Only the pictures should be dropped; every line of the data must come back exactly as written.
══════
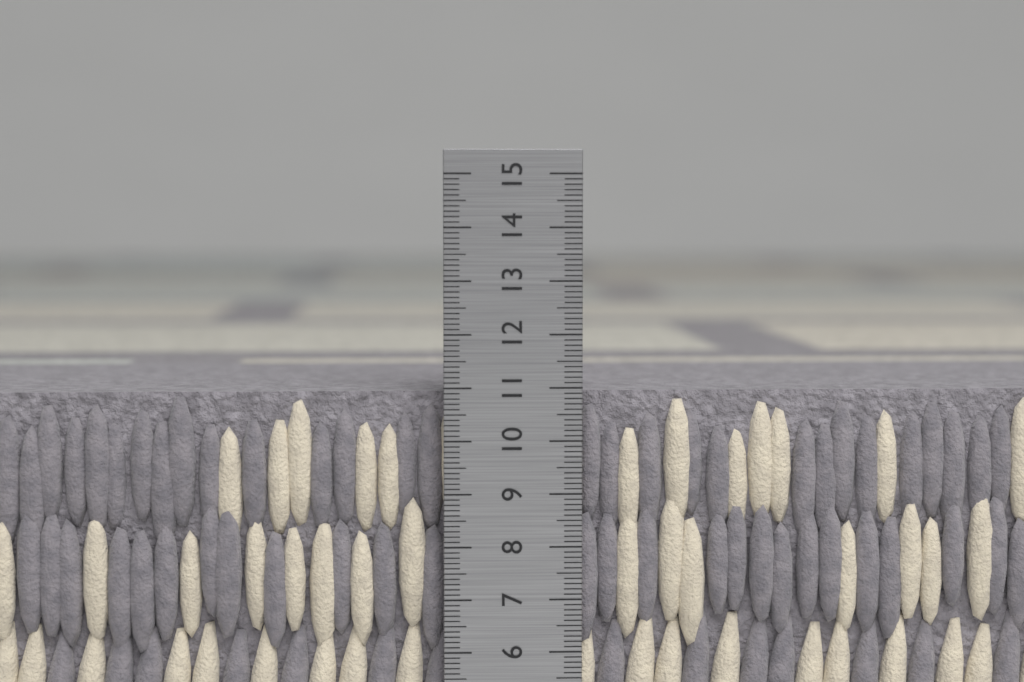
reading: 10.9 cm
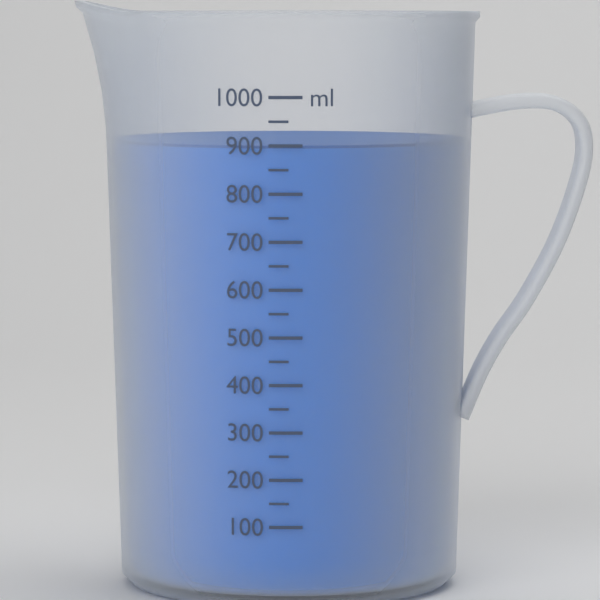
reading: 900 ml
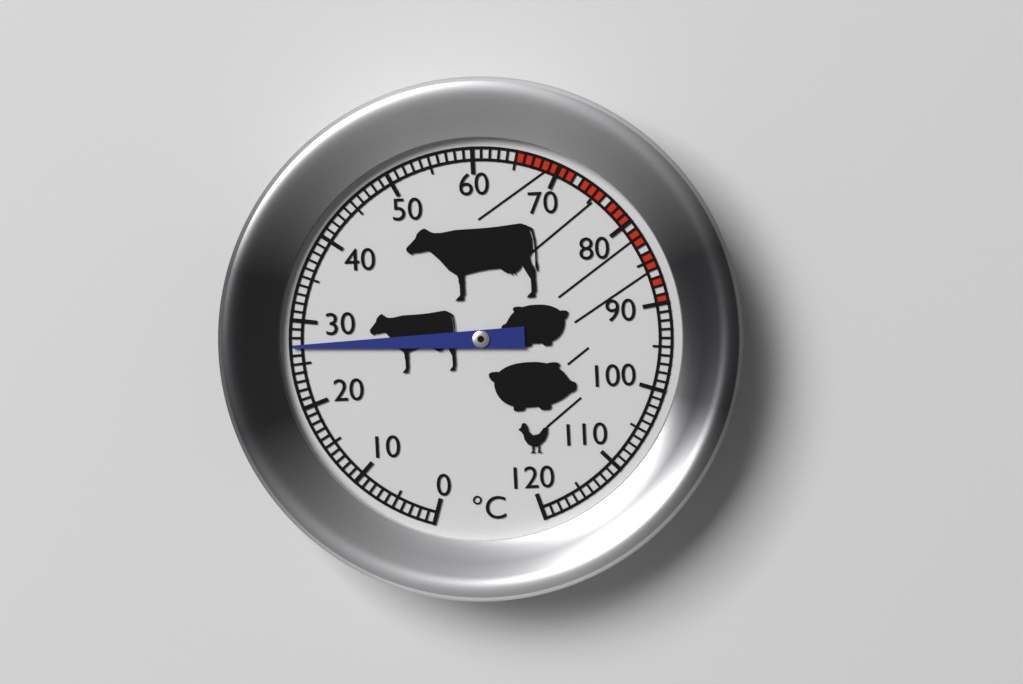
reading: 27 °C
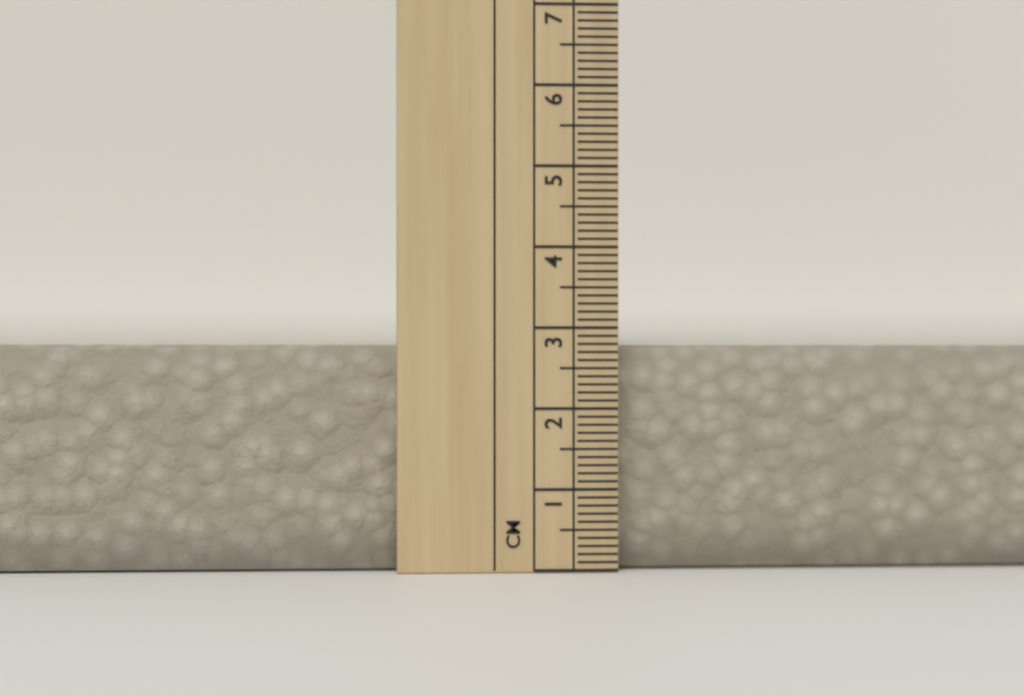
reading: 2.8 cm
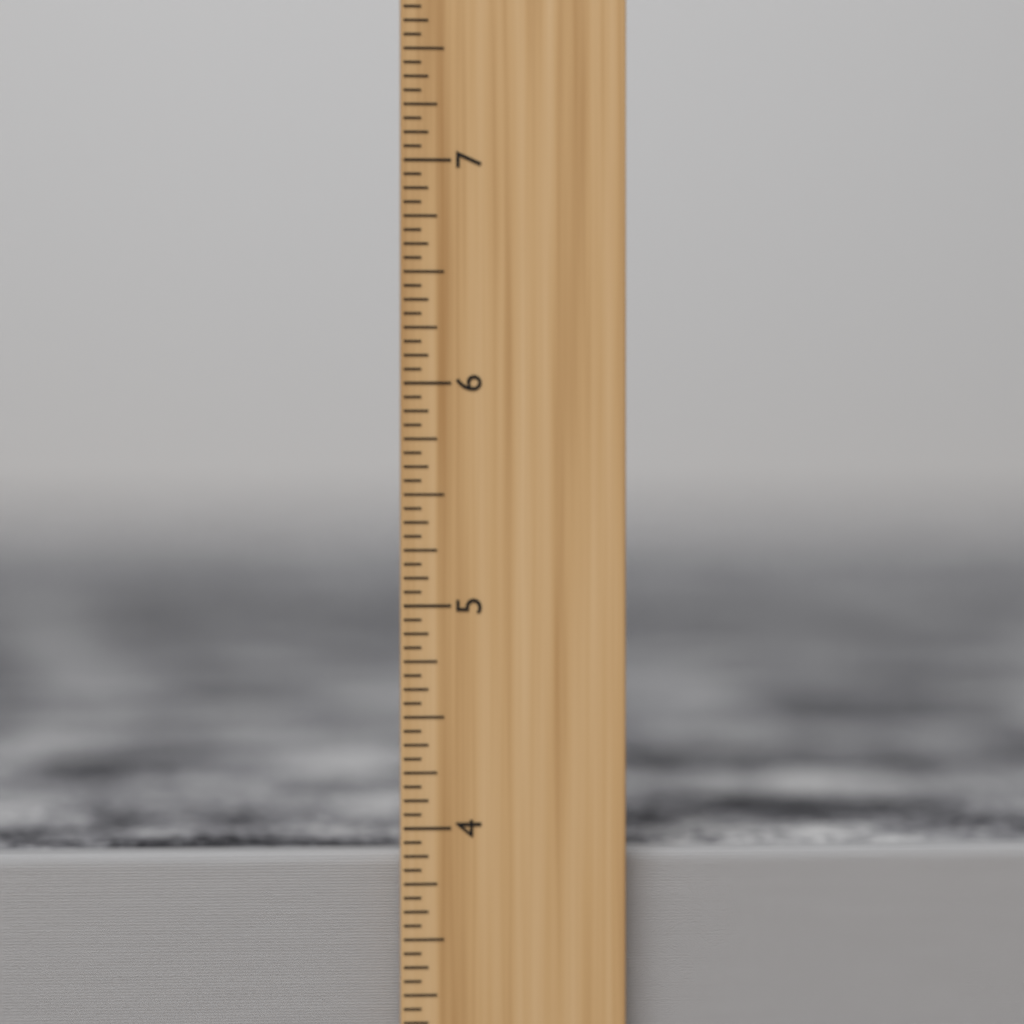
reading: 3.8750 inch
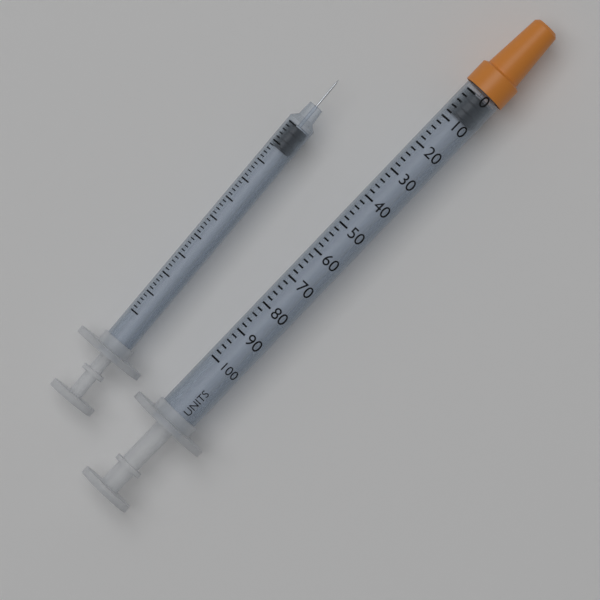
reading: 0 units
══════
▸ Completed task:
reading: 10.9 cm
reading: 900 ml
reading: 27 °C
reading: 2.8 cm
reading: 3.8750 inch
reading: 0 units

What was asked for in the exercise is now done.